Paine was •too much of a rationalist to accept, or even to realise that anyone could accept, so fantastic a doctrine. And here he showed himself the true child of his age: the child of the eighteenth century, standing and blinking on the threshold of the nineteenth. To Voltaire and Hume truth lay in abstract propositions clearly and precisely articulated; from Burke onwards it became some sort of orthodoxy to find it in the changing deliverances of the historical process. And this profound difference between the cen- turies is with us still, in the political doctrines that these centuries have bequeathed to us: on the one hand liberalism and radicalism with their trust in abstract rights and clear principles, on the other hand conservatism (in one of its forms) and Marxism with their deep sense of historical immanence.
It is no secret to which of these camps Paine belonged. Howard Fast, a Marxist critic who produced an anthology of Paine's writings a few years ago, said of him that he had 'that wonderful
grasp of history in perspective that is granted to so few men.' Nothing could be further from the truth, and indeed all the strength and most of the weaknesses of Paine's political thought derive just from this total indifference of his to a historicist way of thinking.

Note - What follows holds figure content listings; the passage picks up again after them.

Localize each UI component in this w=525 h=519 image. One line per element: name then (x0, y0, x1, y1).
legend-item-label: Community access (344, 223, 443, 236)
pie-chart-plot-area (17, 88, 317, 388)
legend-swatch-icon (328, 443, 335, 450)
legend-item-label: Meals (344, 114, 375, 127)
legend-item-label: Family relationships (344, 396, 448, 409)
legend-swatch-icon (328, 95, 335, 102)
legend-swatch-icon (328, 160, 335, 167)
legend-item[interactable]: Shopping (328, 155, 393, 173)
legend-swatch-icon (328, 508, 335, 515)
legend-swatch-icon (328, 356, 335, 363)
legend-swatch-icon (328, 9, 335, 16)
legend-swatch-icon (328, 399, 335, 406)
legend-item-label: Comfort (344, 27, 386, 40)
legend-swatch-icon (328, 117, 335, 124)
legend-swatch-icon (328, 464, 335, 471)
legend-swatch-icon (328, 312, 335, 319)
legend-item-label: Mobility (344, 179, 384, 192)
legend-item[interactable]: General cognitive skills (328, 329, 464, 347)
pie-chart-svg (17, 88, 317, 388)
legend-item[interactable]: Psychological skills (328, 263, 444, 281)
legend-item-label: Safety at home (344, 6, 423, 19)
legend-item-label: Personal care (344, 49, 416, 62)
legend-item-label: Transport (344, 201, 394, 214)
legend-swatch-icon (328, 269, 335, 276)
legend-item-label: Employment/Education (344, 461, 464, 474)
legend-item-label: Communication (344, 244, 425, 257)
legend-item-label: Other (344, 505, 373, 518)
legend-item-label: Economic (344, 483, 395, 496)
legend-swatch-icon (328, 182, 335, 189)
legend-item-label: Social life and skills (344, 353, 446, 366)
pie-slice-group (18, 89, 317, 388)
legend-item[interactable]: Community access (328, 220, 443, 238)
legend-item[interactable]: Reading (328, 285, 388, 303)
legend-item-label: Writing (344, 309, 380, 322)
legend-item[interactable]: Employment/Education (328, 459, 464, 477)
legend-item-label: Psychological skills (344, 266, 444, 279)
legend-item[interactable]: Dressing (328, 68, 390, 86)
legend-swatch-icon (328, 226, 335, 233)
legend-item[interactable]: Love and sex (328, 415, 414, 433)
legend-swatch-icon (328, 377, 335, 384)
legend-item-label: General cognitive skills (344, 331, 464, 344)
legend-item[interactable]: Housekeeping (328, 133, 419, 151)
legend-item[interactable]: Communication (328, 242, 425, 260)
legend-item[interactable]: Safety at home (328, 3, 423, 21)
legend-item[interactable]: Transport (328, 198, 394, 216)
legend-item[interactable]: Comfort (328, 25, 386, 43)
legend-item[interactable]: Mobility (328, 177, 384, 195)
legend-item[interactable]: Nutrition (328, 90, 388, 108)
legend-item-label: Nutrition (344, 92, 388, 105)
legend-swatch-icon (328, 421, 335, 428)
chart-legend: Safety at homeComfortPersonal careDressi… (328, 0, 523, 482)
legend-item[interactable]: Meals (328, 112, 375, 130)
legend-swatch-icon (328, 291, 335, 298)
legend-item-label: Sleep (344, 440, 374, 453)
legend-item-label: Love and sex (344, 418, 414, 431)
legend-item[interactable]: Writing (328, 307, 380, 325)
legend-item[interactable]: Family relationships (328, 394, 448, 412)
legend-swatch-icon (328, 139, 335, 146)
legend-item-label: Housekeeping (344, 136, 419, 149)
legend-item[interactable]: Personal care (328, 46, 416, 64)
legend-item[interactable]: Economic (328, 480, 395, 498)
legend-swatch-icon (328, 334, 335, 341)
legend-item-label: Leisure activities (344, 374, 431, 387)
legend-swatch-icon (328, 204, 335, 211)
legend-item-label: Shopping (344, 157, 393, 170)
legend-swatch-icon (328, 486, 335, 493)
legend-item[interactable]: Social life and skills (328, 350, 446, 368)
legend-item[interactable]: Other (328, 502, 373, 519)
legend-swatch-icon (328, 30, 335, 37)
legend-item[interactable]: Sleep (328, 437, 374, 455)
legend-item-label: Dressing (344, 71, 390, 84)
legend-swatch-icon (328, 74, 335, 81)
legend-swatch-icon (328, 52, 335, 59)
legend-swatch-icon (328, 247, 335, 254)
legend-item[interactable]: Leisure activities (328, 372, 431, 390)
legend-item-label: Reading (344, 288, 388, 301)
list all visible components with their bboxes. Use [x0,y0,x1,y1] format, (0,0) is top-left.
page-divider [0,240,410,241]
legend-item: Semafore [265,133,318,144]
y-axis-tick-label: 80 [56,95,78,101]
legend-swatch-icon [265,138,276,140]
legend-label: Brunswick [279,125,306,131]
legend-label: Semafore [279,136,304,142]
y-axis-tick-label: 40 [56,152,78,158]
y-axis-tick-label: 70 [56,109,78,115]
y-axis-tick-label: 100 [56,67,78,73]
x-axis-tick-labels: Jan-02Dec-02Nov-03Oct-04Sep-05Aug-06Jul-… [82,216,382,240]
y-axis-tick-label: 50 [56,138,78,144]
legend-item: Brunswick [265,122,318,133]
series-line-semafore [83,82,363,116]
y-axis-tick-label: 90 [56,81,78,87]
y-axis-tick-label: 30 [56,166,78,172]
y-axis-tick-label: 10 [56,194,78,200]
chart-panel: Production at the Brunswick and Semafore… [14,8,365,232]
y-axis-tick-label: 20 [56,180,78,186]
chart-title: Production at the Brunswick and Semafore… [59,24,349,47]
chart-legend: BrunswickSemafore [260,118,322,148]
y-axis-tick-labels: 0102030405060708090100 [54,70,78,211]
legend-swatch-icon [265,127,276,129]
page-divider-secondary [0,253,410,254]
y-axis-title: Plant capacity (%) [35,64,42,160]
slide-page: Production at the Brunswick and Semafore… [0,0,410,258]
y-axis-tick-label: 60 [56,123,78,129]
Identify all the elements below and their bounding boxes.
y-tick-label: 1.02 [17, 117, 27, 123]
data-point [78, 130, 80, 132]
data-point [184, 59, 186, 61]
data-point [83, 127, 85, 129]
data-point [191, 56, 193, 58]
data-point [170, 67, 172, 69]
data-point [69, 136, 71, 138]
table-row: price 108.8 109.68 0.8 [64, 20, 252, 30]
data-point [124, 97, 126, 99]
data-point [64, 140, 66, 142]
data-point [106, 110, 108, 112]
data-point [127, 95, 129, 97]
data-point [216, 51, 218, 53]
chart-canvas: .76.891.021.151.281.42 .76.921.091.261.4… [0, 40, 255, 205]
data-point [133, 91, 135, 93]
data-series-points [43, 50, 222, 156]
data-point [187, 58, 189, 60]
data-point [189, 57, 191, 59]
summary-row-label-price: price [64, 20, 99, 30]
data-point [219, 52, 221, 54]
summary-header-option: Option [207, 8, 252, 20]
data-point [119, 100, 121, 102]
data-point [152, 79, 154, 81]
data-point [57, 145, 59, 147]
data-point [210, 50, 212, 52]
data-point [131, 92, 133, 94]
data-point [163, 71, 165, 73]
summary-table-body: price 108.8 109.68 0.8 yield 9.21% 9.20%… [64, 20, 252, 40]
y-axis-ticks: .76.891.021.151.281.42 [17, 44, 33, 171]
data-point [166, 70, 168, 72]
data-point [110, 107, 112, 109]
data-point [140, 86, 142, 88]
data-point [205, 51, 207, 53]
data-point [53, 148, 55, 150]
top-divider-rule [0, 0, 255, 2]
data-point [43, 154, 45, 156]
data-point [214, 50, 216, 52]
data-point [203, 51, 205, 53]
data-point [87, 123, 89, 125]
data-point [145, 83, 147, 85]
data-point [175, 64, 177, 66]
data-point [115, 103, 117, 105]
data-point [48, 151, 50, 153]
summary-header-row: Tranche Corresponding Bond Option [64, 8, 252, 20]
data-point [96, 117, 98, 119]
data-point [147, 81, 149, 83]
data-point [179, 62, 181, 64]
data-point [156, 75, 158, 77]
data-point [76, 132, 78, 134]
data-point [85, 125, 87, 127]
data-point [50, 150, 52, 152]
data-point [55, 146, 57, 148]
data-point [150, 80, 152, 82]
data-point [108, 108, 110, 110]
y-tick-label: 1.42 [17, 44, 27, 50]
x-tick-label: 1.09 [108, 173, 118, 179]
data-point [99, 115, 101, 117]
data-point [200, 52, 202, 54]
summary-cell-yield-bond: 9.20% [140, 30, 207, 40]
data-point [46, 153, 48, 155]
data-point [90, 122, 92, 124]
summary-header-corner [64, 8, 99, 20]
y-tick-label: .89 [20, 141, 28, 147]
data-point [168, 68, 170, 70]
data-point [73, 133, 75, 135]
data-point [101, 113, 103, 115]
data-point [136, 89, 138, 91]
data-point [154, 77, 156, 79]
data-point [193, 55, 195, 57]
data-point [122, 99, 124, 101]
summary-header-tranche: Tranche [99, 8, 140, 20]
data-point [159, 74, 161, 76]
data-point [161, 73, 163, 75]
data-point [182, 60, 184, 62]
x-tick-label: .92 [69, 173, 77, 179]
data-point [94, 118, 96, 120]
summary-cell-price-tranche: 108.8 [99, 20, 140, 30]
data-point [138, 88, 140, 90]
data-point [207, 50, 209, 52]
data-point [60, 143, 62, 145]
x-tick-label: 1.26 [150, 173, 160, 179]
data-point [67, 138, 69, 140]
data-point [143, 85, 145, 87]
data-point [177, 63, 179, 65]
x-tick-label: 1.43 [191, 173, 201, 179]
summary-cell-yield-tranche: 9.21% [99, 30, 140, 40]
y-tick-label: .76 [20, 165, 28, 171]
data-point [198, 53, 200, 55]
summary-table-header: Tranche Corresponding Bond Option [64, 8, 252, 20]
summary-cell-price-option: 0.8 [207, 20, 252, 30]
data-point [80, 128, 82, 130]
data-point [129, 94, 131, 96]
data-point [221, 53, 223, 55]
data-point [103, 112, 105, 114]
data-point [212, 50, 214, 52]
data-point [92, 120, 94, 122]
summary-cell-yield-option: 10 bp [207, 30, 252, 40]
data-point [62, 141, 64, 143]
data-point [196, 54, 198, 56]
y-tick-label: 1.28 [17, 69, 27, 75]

But it would be misleading to present Paine as a typical eighteenth-century radical. For Paine combined a belief in the inalienable rights of man —which was the common possession of the advanced thinkers of his age—with a further belief about the only way in which these rights could be truly and permanently secured. Paine believed in democracy. In grafting the demo- cratic principle on to radicalism—to us now a most obvious move—Paine advanced political thought somewhat : no small achievement.